Intentions of the Holy Father for April

Ecology and Justice. That governments may foster the protection of creation and the just distribution of natural resources.
Hope for the Sick. That the Risen Lord may fill with hope the hearts of those who are being tested by pain and sickness.

Liberty in the Land We Love

4 July 2007 - Independence Day

At the Independence Day morning Mass at my parish yesterday, the priest preached about the true nature of liberty. I'd like to share a brief summary of his thinking.

Liberty, he said, is the ability to choose. Our culture mistakenly thinks the ability to choose somehow places the choice in a moral vacuum. That is, because a person is able to choose been option A and option B, the two options must be equally good in moral terms. While this line of thought is true enough when considering which iPod to buy, in moral questions it is not necessarily the case. Some choices are wrong in themselves. Others are not necessarily wrong, but might be less good than better options also available. Do we have an obligation then, always to use our freedom to choose the best good?

Well, he reasoned, we were made for the greatest good, for the greatest happiness. Choosing anything else, that we know to be a lesser good, can never be the right choice for us. In fact, doing so creates a rift within us. The rift that opens is between our conscience, which indicated the best good, and our appetites and passions, to which we surrendered to choose a lesser good. Our conscience, without being linked to our powerful passions, gradually becomes weaker. Our passions, without the governance of our conscience, gradually become more unruly and uncontrollable. Eventually, we will become enslaved to them and have no other choice but to comply with whatever they dictate to us.

St. Augustine writes, "Though a man be a slave, if he be virtuous he is free. And though he be a king, he is a slave to as many masters as he has vices." He might very well have been describing many in our modern society. So many in our culture are unable to control spending habits or are addicted to a range of substances and activities "to take our mind off things." We frequently overeat even at great financial expense and detriment to health. We are absorbed by a false personalization in the "personalized" world of electronic gadgets and anonymous internet relationships, even to the point of neglecting real relationships. We yet somehow think of ourselves as free.

"Free for what?" one just must ask. Free for what? To be happy? It all seems overwhelming to me - even as these vices play out in my own little life - until I remember something key. Our Lord told his apostles about all the horrible things that would seem to overwhelm the world, and then added, "I have said this to you, that in me you may have peace. In the world you have tribulation; but be of good cheer, I have overcome the world," Jn 16:33. If we look to a political or military solution for the world's problems, we might get something temporary and fading, as in the various peace accords between Israel and the Arab Palestinians. We might. But if we look to Christ, and cling to Him, then we will overcome with Him.

On a (much) happier note, the fireworks last night were beautiful against the navy-gray sky.

Let's love America and pray for her and work to improve her. Not because she is perfect, but because God has given us to her, and her to us.

1 comment:

Anonymous said...

The fireworks were indeed beautiful.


» EXERCISE PROMPT:
Produce a verbatim copy of the following records, leaving out all pictures.

-------- WORKING DATA

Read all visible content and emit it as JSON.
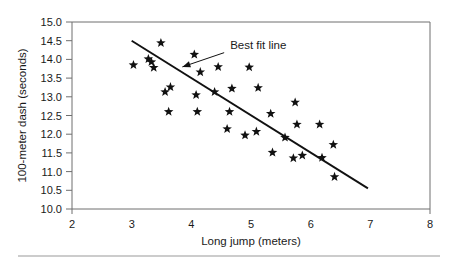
{
  "chart_data": {
    "type": "scatter",
    "title": "",
    "xlabel": "Long jump (meters)",
    "ylabel": "100-meter dash (seconds)",
    "xlim": [
      2,
      8
    ],
    "ylim": [
      10.0,
      15.0
    ],
    "xticks": [
      "2",
      "3",
      "4",
      "5",
      "6",
      "7",
      "8"
    ],
    "yticks": [
      "10.0",
      "10.5",
      "11.0",
      "11.5",
      "12.0",
      "12.5",
      "13.0",
      "13.5",
      "14.0",
      "14.5",
      "15.0"
    ],
    "grid": false,
    "legend": false,
    "marker_symbol": "star",
    "marker_color": "#111111",
    "series": [
      {
        "name": "Athletes",
        "points": [
          [
            3.03,
            13.85
          ],
          [
            3.28,
            14.01
          ],
          [
            3.33,
            13.93
          ],
          [
            3.37,
            13.78
          ],
          [
            3.49,
            14.44
          ],
          [
            3.56,
            13.13
          ],
          [
            3.62,
            12.6
          ],
          [
            3.65,
            13.26
          ],
          [
            4.05,
            14.13
          ],
          [
            4.08,
            13.05
          ],
          [
            4.1,
            12.6
          ],
          [
            4.15,
            13.66
          ],
          [
            4.39,
            13.13
          ],
          [
            4.45,
            13.8
          ],
          [
            4.6,
            12.14
          ],
          [
            4.64,
            12.6
          ],
          [
            4.68,
            13.22
          ],
          [
            4.9,
            11.97
          ],
          [
            4.97,
            13.79
          ],
          [
            5.09,
            12.07
          ],
          [
            5.12,
            13.24
          ],
          [
            5.33,
            12.55
          ],
          [
            5.36,
            11.51
          ],
          [
            5.57,
            11.91
          ],
          [
            5.71,
            11.36
          ],
          [
            5.74,
            12.85
          ],
          [
            5.77,
            12.26
          ],
          [
            5.86,
            11.43
          ],
          [
            6.15,
            12.26
          ],
          [
            6.19,
            11.37
          ],
          [
            6.38,
            11.72
          ],
          [
            6.4,
            10.86
          ]
        ]
      }
    ],
    "fit_line": {
      "label": "Best fit line",
      "x_start": 3.0,
      "y_start": 14.5,
      "x_end": 6.96,
      "y_end": 10.55
    },
    "annotation": {
      "text": "Best fit line",
      "arrow_from_x": 4.55,
      "arrow_from_y": 14.18,
      "arrow_to_x": 3.85,
      "arrow_to_y": 13.8
    }
  },
  "figure": {
    "axis_color": "#6e6e6e",
    "marker_color": "#111111",
    "line_color": "#111111",
    "background": "#ffffff",
    "footer_rule_color": "#9a9a9a"
  }
}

----------------

» YOUR SOLUTION:
Read all visible content and emit it as JSON.
{
  "chart_data": {
    "type": "scatter",
    "title": "",
    "xlabel": "Long jump (meters)",
    "ylabel": "100-meter dash (seconds)",
    "xlim": [
      2,
      8
    ],
    "ylim": [
      10.0,
      15.0
    ],
    "xticks": [
      "2",
      "3",
      "4",
      "5",
      "6",
      "7",
      "8"
    ],
    "yticks": [
      "10.0",
      "10.5",
      "11.0",
      "11.5",
      "12.0",
      "12.5",
      "13.0",
      "13.5",
      "14.0",
      "14.5",
      "15.0"
    ],
    "grid": false,
    "legend": false,
    "marker_symbol": "star",
    "marker_color": "#111111",
    "series": [
      {
        "name": "Athletes",
        "points": [
          [
            3.03,
            13.85
          ],
          [
            3.28,
            14.01
          ],
          [
            3.33,
            13.93
          ],
          [
            3.37,
            13.78
          ],
          [
            3.49,
            14.44
          ],
          [
            3.56,
            13.13
          ],
          [
            3.62,
            12.6
          ],
          [
            3.65,
            13.26
          ],
          [
            4.05,
            14.13
          ],
          [
            4.08,
            13.05
          ],
          [
            4.1,
            12.6
          ],
          [
            4.15,
            13.66
          ],
          [
            4.39,
            13.13
          ],
          [
            4.45,
            13.8
          ],
          [
            4.6,
            12.14
          ],
          [
            4.64,
            12.6
          ],
          [
            4.68,
            13.22
          ],
          [
            4.9,
            11.97
          ],
          [
            4.97,
            13.79
          ],
          [
            5.09,
            12.07
          ],
          [
            5.12,
            13.24
          ],
          [
            5.33,
            12.55
          ],
          [
            5.36,
            11.51
          ],
          [
            5.57,
            11.91
          ],
          [
            5.71,
            11.36
          ],
          [
            5.74,
            12.85
          ],
          [
            5.77,
            12.26
          ],
          [
            5.86,
            11.43
          ],
          [
            6.15,
            12.26
          ],
          [
            6.19,
            11.37
          ],
          [
            6.38,
            11.72
          ],
          [
            6.4,
            10.86
          ]
        ]
      }
    ],
    "fit_line": {
      "label": "Best fit line",
      "x_start": 3.0,
      "y_start": 14.5,
      "x_end": 6.96,
      "y_end": 10.55
    },
    "annotation": {
      "text": "Best fit line",
      "arrow_from_x": 4.55,
      "arrow_from_y": 14.18,
      "arrow_to_x": 3.85,
      "arrow_to_y": 13.8
    }
  },
  "figure": {
    "axis_color": "#6e6e6e",
    "marker_color": "#111111",
    "line_color": "#111111",
    "background": "#ffffff",
    "footer_rule_color": "#9a9a9a"
  }
}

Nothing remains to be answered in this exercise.